On 22 July 2010 19:11, Marcos Raul Carot Collins <marcos.carot at gmail.com> wrote:
> I been trying to find a way to mount both a local ext3 filesystem and a fuse
> (ssh) filesystem in such a way that all files created (or copied) into it are
> automatically set to be of certain group.
>
> chmod and chown with cron over the terabyte there is not very eficient. If the
> files are stored from the begining with the correct group I won't need to do
> this.
>
> I have investigated around the options column in fstab, but I haven't found a
> way to do it (unless there is some functionallyti in the "gid" option that is
> supposed to be used with FAT for ext3, that assuming that I understood what
> that option does!).

The first thing that comes to mind is setgid, i.e.
find /mnt/mountpoint -exec chgrp your_group {} \;
find /mnt/mountpoint -type d -exec chmod g+s {} \;

Not highly efficient, but you only have to run that once.
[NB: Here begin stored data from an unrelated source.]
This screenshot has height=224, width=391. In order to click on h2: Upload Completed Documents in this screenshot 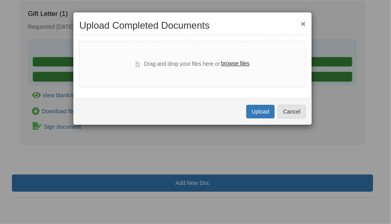, I will do `click(193, 26)`.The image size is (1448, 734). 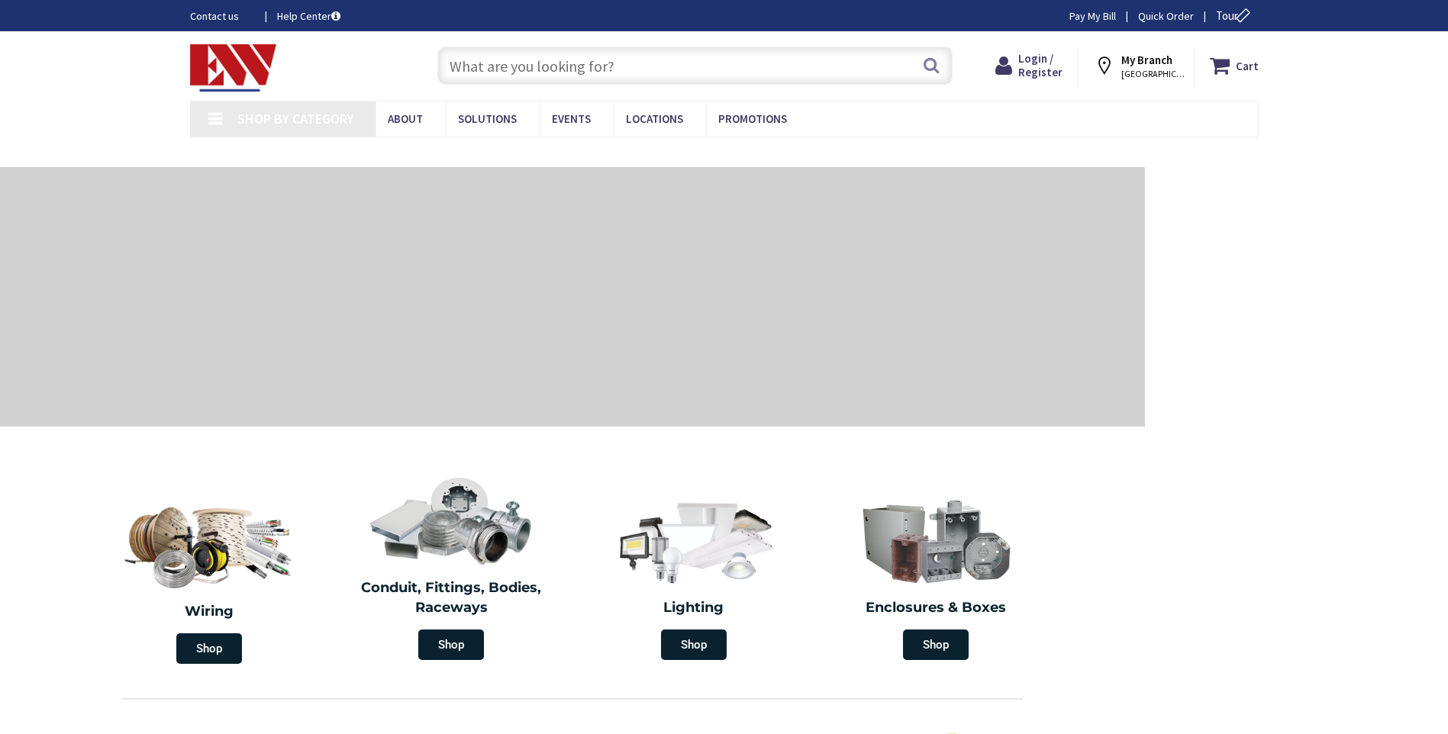 I want to click on a: Wiring Shop, so click(x=209, y=580).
That said, I
am aware of a relevant bug[1] on our systems: setgid bit isn't set on
created directories on our XFS filesystem on SLES9, so from depth of
one dir onwards, setgid fails. Thankfully we don't have a TB of data
on that filesystem, so we can run the find-walk to fix it all
periodically (:

Default ACLs may not be any more help than setgid, but something to
bear in mind.

I didn't even know mount options provided that sort of functionality
so you got me reading...

http://linux.die.net/man/8/mount
Mount options for ext2 (which are inherited by ext3):
"... When grpid is set, it takes the group id of the directory in
which it is created; otherwise (the default) it takes the fsgid of the
current process, unless the directory has the setgid bit set, in which
case it takes the gid from the parent directory, and also gets the
setgid bit set if it is a directory itself. "

As for FUSE, Google isn't helping me much, but
http://fuse.sourceforge.net/ has this:
"Some options can be passed to the FUSE kernel module and the library.
 See the output of fusexmp -h for the list of these options."

HTH,
Greg.

[1] Surely that's incorrect behaviour?